More fiction than science - SF writers off target
Science fiction doesn’t do a great job of predicting the future. When it comes to telecommunications, it does worse.
At the time of writing, Netflix is streaming Blade Runner, a classic science fiction movie from 1982.
Blade Runner is interesting because the action is set in 2019. In other words, it is a view from almost 40 years ago of how we live today.
What did it get right and what did it get wrong? Some things are way off target. Early on, the hero, Rick Deckard, meets a policeman driving a flying car. We’re not even remotely near driving flying cars in 2019.
That’s a huge miss.
Bladerunner's flying advertisements
Also early on, an advertisement floats overhead. Again, flying adverts are not an everyday feature of our lives. The nearest we get are banners floating behind light aircraft.
However, the advertising hoardings are giant screens. That is on the money.

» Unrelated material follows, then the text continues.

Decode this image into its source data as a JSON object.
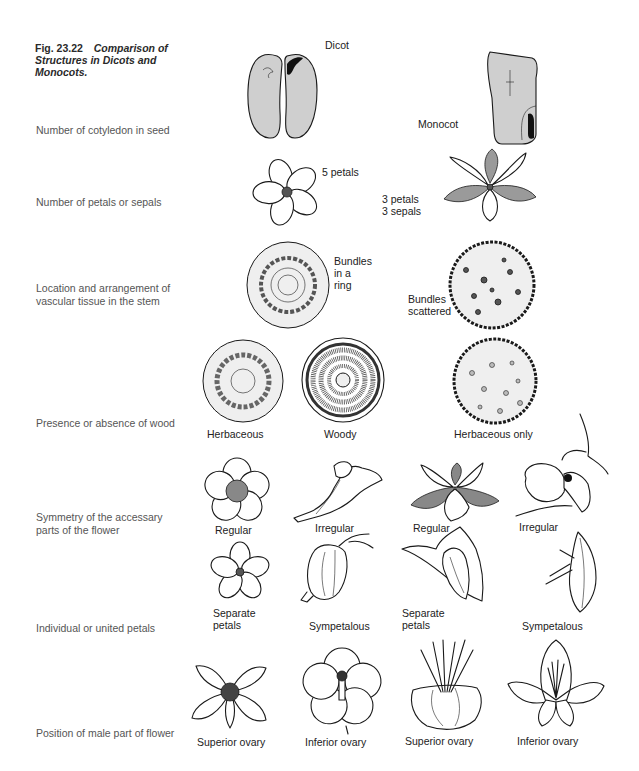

Large advertising screens are now a familiar sight in cities, although, thankfully, unlike in the film, they don’t project sound with their images.
Thanks to climate change, Los Angeles, the film’s setting, suffers constant rain. The writers were correct in predicting climate change, but we have heatwaves and storms, not constant downpours.
Travelling to the stars?
One flying advertisement encourages people to emigrate ‘off-world’. Travelling to the stars seems a tempting offer looking at the movie’s depiction of 2019 life.
But really? We still shoot rockets into the sky, but no-one has been back to the moon since 1972, let alone travelled the solar system or deeper into space.
And we know Blade Runner’s people travel beyond the solar system because later in the film one of the characters talks about seeing “attack ships on fire off the shoulder of Orion”.
Then we get to the main theme of the movie: bio-engineered replicants. These aren’t robotsin the usual sense, but artificial humans. We are nowhere near this kind of technology in 2019.
As an aside, the film is based on a 1968 book called Do androids dream of electric sheep? Androids play a large part in life today, but they’re not human-like, they are mobile phones.
Where are the mobile phones?
This brings us to telecommunications. Where are the mobile phones that dominate 2019 life? Almost everybody in the real world has one.
It’s not as if mobile phones weren’t around in 1982. The first, albeit heavy and unwieldy models, were introduced in 1949. Motorola had practical commercial handsets in 1973.
And where is broadband or any other kind of digital service? In 1982, some homes had tele-text machines. And email started in the 1970s. I had a work email account in 1982. Sure, it was dial-up and extremely slow, but no-one in the film has anything remotely like internet access.
Blade Runner is entertaining and thought provoking, but as a foretaste of 2019 it doesn’t come close.